Nadja Hjorton

Nadja Hjorton is a Swedish choregrapher and dancer based in Stockholm. She did the MA program in Choreography at DOCH from 2010-2012. Nadja is interested in thinking choreography through different contexts and formats and she is working with dance and choreography, seeking to challenge norms and notions of what choreography and dance is and can be. Her works deal with issues like power, body politics, sexuality, humor and desire and she is always busy with finding different ways and spaces for people to spend time together - the theatre room being one space full of potential for this activity.

Nadja had made a numerous of independent and collaborative works over the years. Her latest works, MILFCuteness overload (with Lisen Rosell and Anna Efraimsson) and Clan of the cave bear with (with Lisen Rosell and Amanda Apetrea), are moving around thematics like motherhood, cute aggression, object/subject, gaze and sexual desire. In her two pieces Radio dance and On air radio broadcasting became the format for the choreography and in Medea- it’s a classic she used the classical play as a starting point for her work. Nadja’s works have been presented at several venues and festivals around Europe.

Nadja is part of the feminist collective ÖFA-kollektivet that has been a recurring point in the culture scene for more than 10 years. Nadja also works collectively with choreographers such as Zoë Poluch, Stina Nyberg, Halla Ólafsdóttir and Amanda Apetrea and together they constitute a group, SAMLINGEN, that is working with dance and choreography in Sweden, with a shared interest of dance history and history writing. SAMLINGEN has worked together with the Cullberg Ballet at the Dance museum in Stockholm, as keynote speakers at the POSTDANCE conference at MDT, Kulturhuset/Stadsteatern and last year at the Works at Work festival in Copenhagen.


### Task details
Gather every line in the records below that contains the word "Percent".

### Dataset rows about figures
________
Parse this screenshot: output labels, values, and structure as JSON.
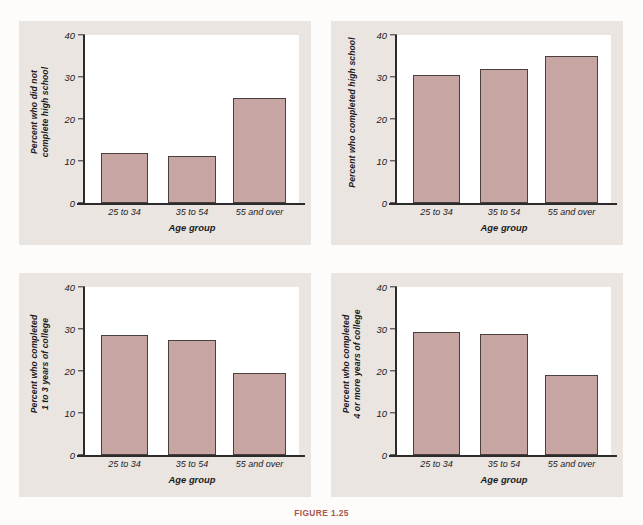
{
  "figure": {
    "caption_label": "FIGURE 1.25",
    "caption_text": "",
    "bar_color": "#c6a5a2",
    "panel_background": "#ebe5e2",
    "plot_background": "#ffffff",
    "axis_color": "#2b2b2b"
  },
  "shared": {
    "categories": [
      "25 to 34",
      "35 to 54",
      "55 and over"
    ],
    "xlabel": "Age group",
    "yticks": [
      "0",
      "10",
      "20",
      "30",
      "40"
    ],
    "ylim": [
      0,
      40
    ]
  },
  "chart_data": [
    {
      "type": "bar",
      "id": "did-not-complete-high-school",
      "title": "",
      "ylabel": "Percent who did not complete high school",
      "ylabel_lines": [
        "Percent who did not",
        "complete high school"
      ],
      "xlabel": "Age group",
      "categories": [
        "25 to 34",
        "35 to 54",
        "55 and over"
      ],
      "values": [
        11.8,
        11.2,
        24.9
      ],
      "ylim": [
        0,
        40
      ],
      "yticks": [
        0,
        10,
        20,
        30,
        40
      ],
      "grid": false,
      "legend": "none"
    },
    {
      "type": "bar",
      "id": "completed-high-school",
      "title": "",
      "ylabel": "Percent who completed high school",
      "ylabel_lines": [
        "Percent who completed high school"
      ],
      "xlabel": "Age group",
      "categories": [
        "25 to 34",
        "35 to 54",
        "55 and over"
      ],
      "values": [
        30.5,
        32.0,
        35.1
      ],
      "ylim": [
        0,
        40
      ],
      "yticks": [
        0,
        10,
        20,
        30,
        40
      ],
      "grid": false,
      "legend": "none"
    },
    {
      "type": "bar",
      "id": "completed-1-to-3-years-college",
      "title": "",
      "ylabel": "Percent who completed 1 to 3 years of college",
      "ylabel_lines": [
        "Percent who completed",
        "1 to 3 years of college"
      ],
      "xlabel": "Age group",
      "categories": [
        "25 to 34",
        "35 to 54",
        "55 and over"
      ],
      "values": [
        28.5,
        27.3,
        19.5
      ],
      "ylim": [
        0,
        40
      ],
      "yticks": [
        0,
        10,
        20,
        30,
        40
      ],
      "grid": false,
      "legend": "none"
    },
    {
      "type": "bar",
      "id": "completed-4-or-more-years-college",
      "title": "",
      "ylabel": "Percent who completed 4 or more years of college",
      "ylabel_lines": [
        "Percent who completed",
        "4 or more years of college"
      ],
      "xlabel": "Age group",
      "categories": [
        "25 to 34",
        "35 to 54",
        "55 and over"
      ],
      "values": [
        29.4,
        28.7,
        19.0
      ],
      "ylim": [
        0,
        40
      ],
      "yticks": [
        0,
        10,
        20,
        30,
        40
      ],
      "grid": false,
      "legend": "none"
    }
  ]
}
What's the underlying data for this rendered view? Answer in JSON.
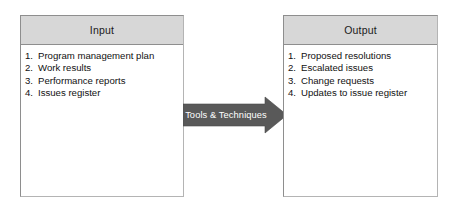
{
  "diagram": {
    "colors": {
      "box_border": "#8e8e8e",
      "header_fill": "#d7d7d7",
      "box_fill": "#ffffff",
      "arrow_fill": "#595959",
      "arrow_label_color": "#ffffff",
      "text_color": "#111111"
    },
    "input_box": {
      "header": "Input",
      "items": [
        {
          "num": "1.",
          "text": "Program management plan"
        },
        {
          "num": "2.",
          "text": "Work results"
        },
        {
          "num": "3.",
          "text": "Performance reports"
        },
        {
          "num": "4.",
          "text": "Issues register"
        }
      ]
    },
    "arrow": {
      "label": "Tools & Techniques",
      "direction": "right",
      "icon": "right-arrow-icon"
    },
    "output_box": {
      "header": "Output",
      "items": [
        {
          "num": "1.",
          "text": "Proposed resolutions"
        },
        {
          "num": "2.",
          "text": "Escalated issues"
        },
        {
          "num": "3.",
          "text": "Change requests"
        },
        {
          "num": "4.",
          "text": "Updates to issue register"
        }
      ]
    }
  }
}
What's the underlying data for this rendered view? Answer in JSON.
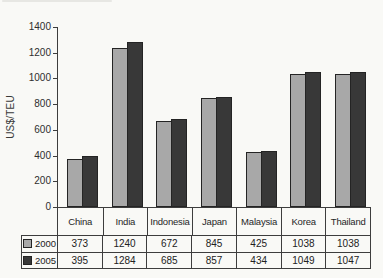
{
  "chart_data": {
    "type": "bar",
    "ylabel": "US$/TEU",
    "categories": [
      "China",
      "India",
      "Indonesia",
      "Japan",
      "Malaysia",
      "Korea",
      "Thailand"
    ],
    "series": [
      {
        "name": "2000",
        "color": "#a8a8a8",
        "values": [
          373,
          1240,
          672,
          845,
          425,
          1038,
          1038
        ]
      },
      {
        "name": "2005",
        "color": "#383838",
        "values": [
          395,
          1284,
          685,
          857,
          434,
          1049,
          1047
        ]
      }
    ],
    "yticks": [
      0,
      200,
      400,
      600,
      800,
      1000,
      1200,
      1400
    ],
    "ylim": [
      0,
      1400
    ],
    "grid": false,
    "legend_position": "table-left",
    "legend_items": [
      {
        "label": "2000",
        "swatch_color": "#a8a8a8"
      },
      {
        "label": "2005",
        "swatch_color": "#383838"
      }
    ]
  },
  "colors": {
    "background": "#f9f9f6",
    "axis_line": "#3d3d3d",
    "text": "#2a2a2a",
    "bar_border": "#242424",
    "series_2000": "#a8a8a8",
    "series_2005": "#383838"
  }
}
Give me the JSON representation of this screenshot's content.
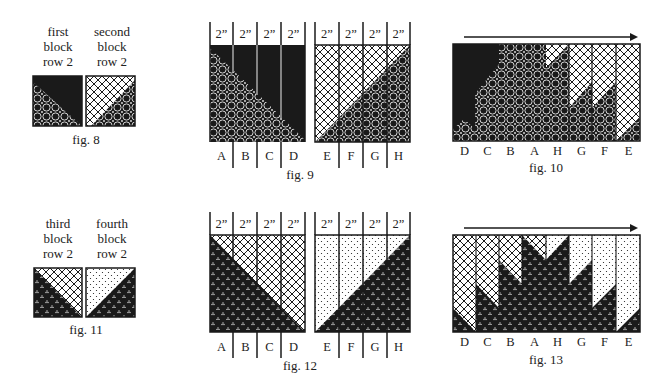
{
  "figures": {
    "fig8": {
      "caption": "fig. 8",
      "blocks": [
        {
          "label": [
            "first",
            "block",
            "row 2"
          ]
        },
        {
          "label": [
            "second",
            "block",
            "row 2"
          ]
        }
      ]
    },
    "fig9": {
      "caption": "fig. 9",
      "widths": [
        "2”",
        "2”",
        "2”",
        "2”",
        "2”",
        "2”",
        "2”",
        "2”"
      ],
      "strips": [
        "A",
        "B",
        "C",
        "D",
        "E",
        "F",
        "G",
        "H"
      ]
    },
    "fig10": {
      "caption": "fig. 10",
      "order": [
        "D",
        "C",
        "B",
        "A",
        "H",
        "G",
        "F",
        "E"
      ]
    },
    "fig11": {
      "caption": "fig. 11",
      "blocks": [
        {
          "label": [
            "third",
            "block",
            "row 2"
          ]
        },
        {
          "label": [
            "fourth",
            "block",
            "row 2"
          ]
        }
      ]
    },
    "fig12": {
      "caption": "fig. 12",
      "widths": [
        "2”",
        "2”",
        "2”",
        "2”",
        "2”",
        "2”",
        "2”",
        "2”"
      ],
      "strips": [
        "A",
        "B",
        "C",
        "D",
        "E",
        "F",
        "G",
        "H"
      ]
    },
    "fig13": {
      "caption": "fig. 13",
      "order": [
        "D",
        "C",
        "B",
        "A",
        "H",
        "G",
        "F",
        "E"
      ]
    }
  },
  "colors": {
    "ink": "#1a1a1a",
    "paper": "#ffffff"
  }
}
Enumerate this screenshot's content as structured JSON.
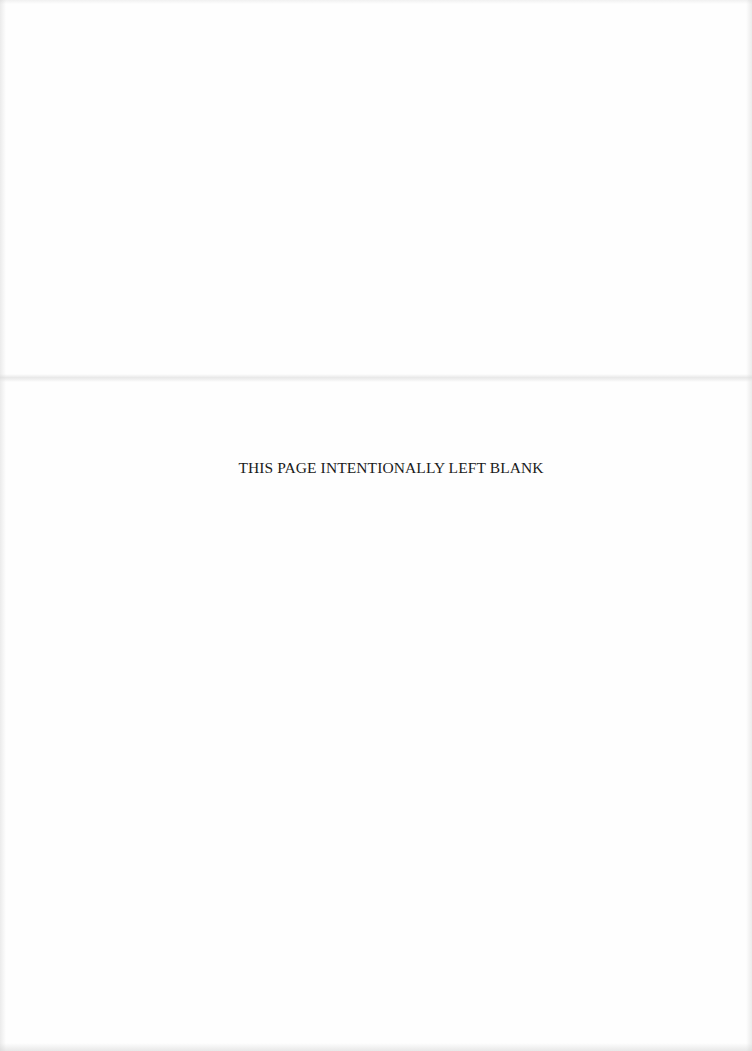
{
  "page": {
    "notice_text": "THIS PAGE INTENTIONALLY LEFT BLANK",
    "background_color": "#fefefe",
    "text_color": "#1a1a1a"
  }
}
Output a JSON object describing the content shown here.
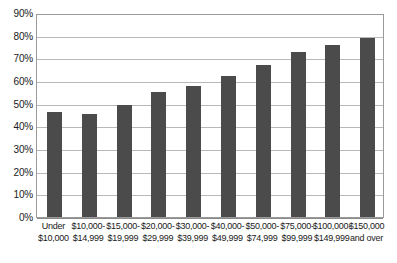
{
  "chart_data": {
    "type": "bar",
    "title": "",
    "subtitle": "",
    "xlabel": "",
    "ylabel": "",
    "grid": true,
    "legend": false,
    "ylim": [
      0,
      90
    ],
    "ytick_values": [
      0,
      10,
      20,
      30,
      40,
      50,
      60,
      70,
      80,
      90
    ],
    "ytick_labels": [
      "0%",
      "10%",
      "20%",
      "30%",
      "40%",
      "50%",
      "60%",
      "70%",
      "80%",
      "90%"
    ],
    "categories": [
      "Under $10,000",
      "$10,000-$14,999",
      "$15,000-$19,999",
      "$20,000-$29,999",
      "$30,000-$39,999",
      "$40,000-$49,999",
      "$50,000-$74,999",
      "$75,000-$99,999",
      "$100,000-$149,999",
      "$150,000 and over"
    ],
    "category_lines": [
      [
        "Under",
        "$10,000"
      ],
      [
        "$10,000-",
        "$14,999"
      ],
      [
        "$15,000-",
        "$19,999"
      ],
      [
        "$20,000-",
        "$29,999"
      ],
      [
        "$30,000-",
        "$39,999"
      ],
      [
        "$40,000-",
        "$49,999"
      ],
      [
        "$50,000-",
        "$74,999"
      ],
      [
        "$75,000-",
        "$99,999"
      ],
      [
        "$100,000-",
        "$149,999"
      ],
      [
        "$150,000",
        "and over"
      ]
    ],
    "values": [
      46.5,
      45.5,
      49.5,
      55,
      58,
      62,
      67,
      73,
      76,
      79
    ],
    "bar_color": "#4b4b4b",
    "gridline_color": "#b8b8b8",
    "axis_color": "#9a9a9a",
    "background_color": "#ffffff"
  }
}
________
### Task answer
      "ylabel": "Percent who did not complete high school",
        "Percent who did not",
      "ylabel": "Percent who completed high school",
        "Percent who completed high school"
      "ylabel": "Percent who completed 1 to 3 years of college",
        "Percent who completed",
      "ylabel": "Percent who completed 4 or more years of college",
        "Percent who completed",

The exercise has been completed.